2. Cost and Expense Projections:
By analyzing past spending patterns and current cost drivers, predictive analytics can forecast future operating expenses, material costs, and overhead. These projections help in budgeting and identifying areas for cost control.
3. Profitability Scenarios:
Combining historical profitability ratios with market trends and planned initiatives, predictive models can simulate future profit margins under various scenarios. This allows businesses to test different strategies and set financial targets.
4. Customer Lifetime Value (CLV):
In e-commerce and subscription-based models, predictive analytics can estimate the future value of customer relationships. By analyzing purchase behavior, retention rates, and cross-selling opportunities, businesses can forecast long-term revenue per customer.
5. Cash Flow Forecasting:
Predictive models use past cash inflows and outflows, along with external factors like interest rates or payment cycle changes, to forecast future cash positions. This ensures businesses maintain liquidity and avoid cash crunches.

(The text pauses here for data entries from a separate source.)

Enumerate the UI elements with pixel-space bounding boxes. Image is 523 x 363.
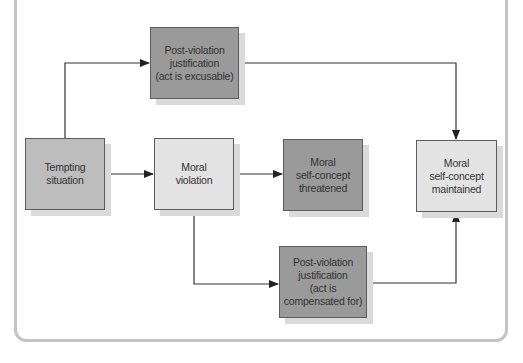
node-label: Moral self-concept threatened (296, 156, 350, 195)
node-moral-violation: Moral violation (154, 138, 234, 210)
node-justification-excusable: Post-violation justification (act is exc… (150, 27, 239, 99)
node-label: Moral violation (176, 161, 213, 187)
node-self-concept-maintained: Moral self-concept maintained (416, 140, 497, 212)
node-self-concept-threatened: Moral self-concept threatened (283, 139, 363, 211)
node-label: Post-violation justification (act is com… (284, 256, 363, 308)
node-label: Tempting situation (44, 161, 85, 187)
edge-tempting-to-excusable (65, 63, 149, 138)
node-justification-compensated: Post-violation justification (act is com… (279, 246, 367, 318)
edge-compensated-to-maintained (367, 213, 456, 283)
node-label: Moral self-concept maintained (429, 157, 483, 196)
node-tempting-situation: Tempting situation (25, 138, 105, 210)
edge-excusable-to-maintained (239, 63, 456, 139)
edge-violation-to-compensated (194, 210, 278, 284)
node-label: Post-violation justification (act is exc… (155, 44, 233, 83)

6. Loan and Credit Risk Assessment:
Predictive models can use historical credit data and macroeconomic indicators to estimate default probabilities. This helps in setting appropriate loan terms and maintaining a healthy credit portfolio.
7. Inventory and Supply Chain Optimization:
By analyzing historical inventory turnover and supplier performance, predictive models can forecast demand fluctuations and optimize reorder points. This reduces holding costs and minimizes stockouts.
Predictive analytics doesn’t replace traditional financial ratios, but it adds a forward-looking dimension. Integrating these forecasts with current financial metrics provides a clearer picture of future performance and helps businesses make more proactive decisions.